MATT Hancock has lashed back at Dominic Cummings for his “completely wrong” claims he lied to the PM about care home testing.
The fuming Health secretary hit out after being accused of misleading Boris Johnson and the public over the pandemic response.
It is his most outspoken attack yet on the former No 10 chief adviser in response to the bombshell evidence he gave to MPs. He categorically denied allegations he lied about people being sent from hospitals into care homes without being tested.
Mr Cummings said the health secretary should’ve been sacked at least 15 times for failing to tell the truth.
But asked if he’d always been honest, Mr Hancock blasted back: “Yes of course I have, both in private and in public. That’s how I approached the whole thing, so these allegations are completely wrong.”
Pressed on whether he told the PM back in March that people being sent to care homes from hospitals were being tested when he knew they weren’t, he replied: “No, I did not.” And when it was put to him that Mr Cummings surely knew what was going on at the time, he jibed: “Well, maybe he should have.”
The health secretary admitted some elderly patients had to be discharged without being swabbed because there weren’t enough kits available. He added: “The clinical advice at the time was hospital is a dangerous place for people, who might end up getting Covid after they’ve taken the test but before the result comes through.
“The advice was that very few people would be able to pass on Covid if they didn’t have any symptoms, so the testing was reserved for those who had symptoms.”
Mr Hancock defended his record in handling the pandemic and said he oversaw an “extraordinary expansion” in testing capacity.
But asked if he’d follow Mr Cummings in apologising to families who lost loved ones, he replied: “What I’d say is that at the time we followed the best clinical advice.
“Everybody was working as hard as possible to protect as many lives as possible.”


- _Work required_
Return the records exactly as they appear below, omitting the pictures.

Start of Exercise inputs

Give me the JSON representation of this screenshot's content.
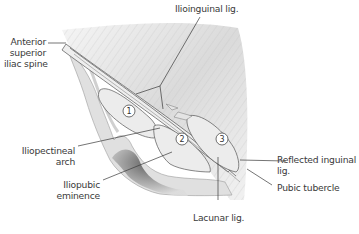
{
  "figure": {
    "type": "anatomical-illustration",
    "colors": {
      "background": "#ffffff",
      "muscle_shade": "#c8c8c8",
      "bone_fill": "#e2e2e2",
      "bone_shadow": "#6e6e6e",
      "ligament_fill": "#ececec",
      "leader_line": "#3a3a3a",
      "label_text": "#3a3a3a"
    }
  },
  "labels": {
    "ilioinguinal": "Ilioinguinal lig.",
    "asis_line1": "Anterior",
    "asis_line2": "superior",
    "asis_line3": "iliac spine",
    "iliopectineal_line1": "Iliopectineal",
    "iliopectineal_line2": "arch",
    "iliopubic_line1": "Iliopubic",
    "iliopubic_line2": "eminence",
    "reflected_line1": "Reflected inguinal",
    "reflected_line2": "lig.",
    "pubic_tubercle": "Pubic tubercle",
    "lacunar": "Lacunar lig."
  },
  "markers": [
    {
      "id": "1",
      "label": "1"
    },
    {
      "id": "2",
      "label": "2"
    },
    {
      "id": "3",
      "label": "3"
    }
  ]
}
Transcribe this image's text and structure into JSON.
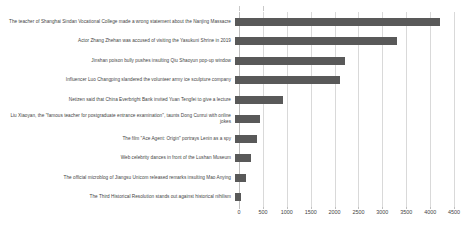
{
  "chart_data": {
    "type": "bar",
    "orientation": "horizontal",
    "title": "",
    "subtitle": "",
    "xlabel": "",
    "ylabel": "",
    "xlim": [
      0,
      4750
    ],
    "xticks": [
      0,
      500,
      1000,
      1500,
      2000,
      2500,
      3000,
      3500,
      4000,
      4500
    ],
    "tick_labels": [
      "0",
      "500",
      "1000",
      "1500",
      "2000",
      "2500",
      "3000",
      "3500",
      "4000",
      "4500"
    ],
    "grid": true,
    "grid_axis": "x",
    "legend": false,
    "legend_position": "none",
    "bar_color": "#595959",
    "gridline_color": "#d9d9d9",
    "categories": [
      "The teacher of Shanghai Sindan Vocational College made a wrong statement about the Nanjing Massacre",
      "Actor Zhang Zhehan was accused of visiting the Yasukuni Shrine in 2019",
      "Jinshan poison bully pushes insulting Qiu Shaoyun pop-up window",
      "Influencer Luo Changping slandered the volunteer army ice sculpture company",
      "Netizen said that China Everbright Bank invited Yuan Tengfei to give a lecture",
      "Liu Xiaoyan, the \"famous teacher for postgraduate entrance examination\", taunts Dong Cunrui with online jokes",
      "The film \"Ace Agent: Origin\" portrays Lenin as a spy",
      "Web celebrity dances in front of the Lushan Museum",
      "The official microblog of Jiangsu Unicom released remarks insulting Mao Anying",
      "The Third Historical Resolution stands out against historical nihilism"
    ],
    "values": [
      4300,
      3400,
      2300,
      2200,
      1000,
      530,
      450,
      330,
      220,
      130
    ]
  }
}
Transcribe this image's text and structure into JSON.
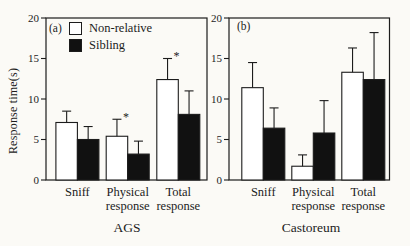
{
  "colors": {
    "line": "#1c1c1c",
    "background": "#fbfaf6",
    "non_relative_fill": "#ffffff",
    "sibling_fill": "#111111"
  },
  "chart_data": [
    {
      "type": "bar",
      "panel": "(a)",
      "title": "AGS",
      "ylabel": "Response time(s)",
      "ylim": [
        0,
        20
      ],
      "yticks": [
        0,
        5,
        10,
        15,
        20
      ],
      "grid": false,
      "legend_position": "top-left inside panel (a)",
      "categories": [
        "Sniff",
        "Physical response",
        "Total response"
      ],
      "series": [
        {
          "name": "Non-relative",
          "fill": "#ffffff",
          "values": [
            7.1,
            5.4,
            12.4
          ],
          "errors": [
            1.4,
            2.1,
            2.6
          ]
        },
        {
          "name": "Sibling",
          "fill": "#111111",
          "values": [
            5.0,
            3.2,
            8.1
          ],
          "errors": [
            1.6,
            1.6,
            2.9
          ]
        }
      ],
      "significance": [
        "",
        "*",
        "*"
      ]
    },
    {
      "type": "bar",
      "panel": "(b)",
      "title": "Castoreum",
      "ylabel": "",
      "ylim": [
        0,
        20
      ],
      "yticks": [
        0,
        5,
        10,
        15,
        20
      ],
      "grid": false,
      "categories": [
        "Sniff",
        "Physical response",
        "Total response"
      ],
      "series": [
        {
          "name": "Non-relative",
          "fill": "#ffffff",
          "values": [
            11.4,
            1.7,
            13.3
          ],
          "errors": [
            3.1,
            1.4,
            3.0
          ]
        },
        {
          "name": "Sibling",
          "fill": "#111111",
          "values": [
            6.4,
            5.8,
            12.4
          ],
          "errors": [
            2.5,
            4.0,
            5.8
          ]
        }
      ],
      "significance": [
        "",
        "",
        ""
      ]
    }
  ]
}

End of Exercise inputs

- _Answer space_
Give me the JSON representation of this screenshot's content.
{
  "figure": {
    "type": "anatomical-illustration",
    "colors": {
      "background": "#ffffff",
      "muscle_shade": "#c8c8c8",
      "bone_fill": "#e2e2e2",
      "bone_shadow": "#6e6e6e",
      "ligament_fill": "#ececec",
      "leader_line": "#3a3a3a",
      "label_text": "#3a3a3a"
    }
  },
  "labels": {
    "ilioinguinal": "Ilioinguinal lig.",
    "asis_line1": "Anterior",
    "asis_line2": "superior",
    "asis_line3": "iliac spine",
    "iliopectineal_line1": "Iliopectineal",
    "iliopectineal_line2": "arch",
    "iliopubic_line1": "Iliopubic",
    "iliopubic_line2": "eminence",
    "reflected_line1": "Reflected inguinal",
    "reflected_line2": "lig.",
    "pubic_tubercle": "Pubic tubercle",
    "lacunar": "Lacunar lig."
  },
  "markers": [
    {
      "id": "1",
      "label": "1"
    },
    {
      "id": "2",
      "label": "2"
    },
    {
      "id": "3",
      "label": "3"
    }
  ]
}
Transcribe this image's text and structure into JSON.
{
  "chart_data": {
    "type": "bar",
    "orientation": "horizontal",
    "title": "",
    "subtitle": "",
    "xlabel": "",
    "ylabel": "",
    "xlim": [
      0,
      4750
    ],
    "xticks": [
      0,
      500,
      1000,
      1500,
      2000,
      2500,
      3000,
      3500,
      4000,
      4500
    ],
    "tick_labels": [
      "0",
      "500",
      "1000",
      "1500",
      "2000",
      "2500",
      "3000",
      "3500",
      "4000",
      "4500"
    ],
    "grid": true,
    "grid_axis": "x",
    "legend": false,
    "legend_position": "none",
    "bar_color": "#595959",
    "gridline_color": "#d9d9d9",
    "categories": [
      "The teacher of Shanghai Sindan Vocational College made a wrong statement about the Nanjing Massacre",
      "Actor Zhang Zhehan was accused of visiting the Yasukuni Shrine in 2019",
      "Jinshan poison bully pushes insulting Qiu Shaoyun pop-up window",
      "Influencer Luo Changping slandered the volunteer army ice sculpture company",
      "Netizen said that China Everbright Bank invited Yuan Tengfei to give a lecture",
      "Liu Xiaoyan, the \"famous teacher for postgraduate entrance examination\", taunts Dong Cunrui with online jokes",
      "The film \"Ace Agent: Origin\" portrays Lenin as a spy",
      "Web celebrity dances in front of the Lushan Museum",
      "The official microblog of Jiangsu Unicom released remarks insulting Mao Anying",
      "The Third Historical Resolution stands out against historical nihilism"
    ],
    "values": [
      4300,
      3400,
      2300,
      2200,
      1000,
      530,
      450,
      330,
      220,
      130
    ]
  }
}
Transcribe this image's text and structure into JSON.
{
  "colors": {
    "line": "#1c1c1c",
    "background": "#fbfaf6",
    "non_relative_fill": "#ffffff",
    "sibling_fill": "#111111"
  },
  "chart_data": [
    {
      "type": "bar",
      "panel": "(a)",
      "title": "AGS",
      "ylabel": "Response time(s)",
      "ylim": [
        0,
        20
      ],
      "yticks": [
        0,
        5,
        10,
        15,
        20
      ],
      "grid": false,
      "legend_position": "top-left inside panel (a)",
      "categories": [
        "Sniff",
        "Physical response",
        "Total response"
      ],
      "series": [
        {
          "name": "Non-relative",
          "fill": "#ffffff",
          "values": [
            7.1,
            5.4,
            12.4
          ],
          "errors": [
            1.4,
            2.1,
            2.6
          ]
        },
        {
          "name": "Sibling",
          "fill": "#111111",
          "values": [
            5.0,
            3.2,
            8.1
          ],
          "errors": [
            1.6,
            1.6,
            2.9
          ]
        }
      ],
      "significance": [
        "",
        "*",
        "*"
      ]
    },
    {
      "type": "bar",
      "panel": "(b)",
      "title": "Castoreum",
      "ylabel": "",
      "ylim": [
        0,
        20
      ],
      "yticks": [
        0,
        5,
        10,
        15,
        20
      ],
      "grid": false,
      "categories": [
        "Sniff",
        "Physical response",
        "Total response"
      ],
      "series": [
        {
          "name": "Non-relative",
          "fill": "#ffffff",
          "values": [
            11.4,
            1.7,
            13.3
          ],
          "errors": [
            3.1,
            1.4,
            3.0
          ]
        },
        {
          "name": "Sibling",
          "fill": "#111111",
          "values": [
            6.4,
            5.8,
            12.4
          ],
          "errors": [
            2.5,
            4.0,
            5.8
          ]
        }
      ],
      "significance": [
        "",
        "",
        ""
      ]
    }
  ]
}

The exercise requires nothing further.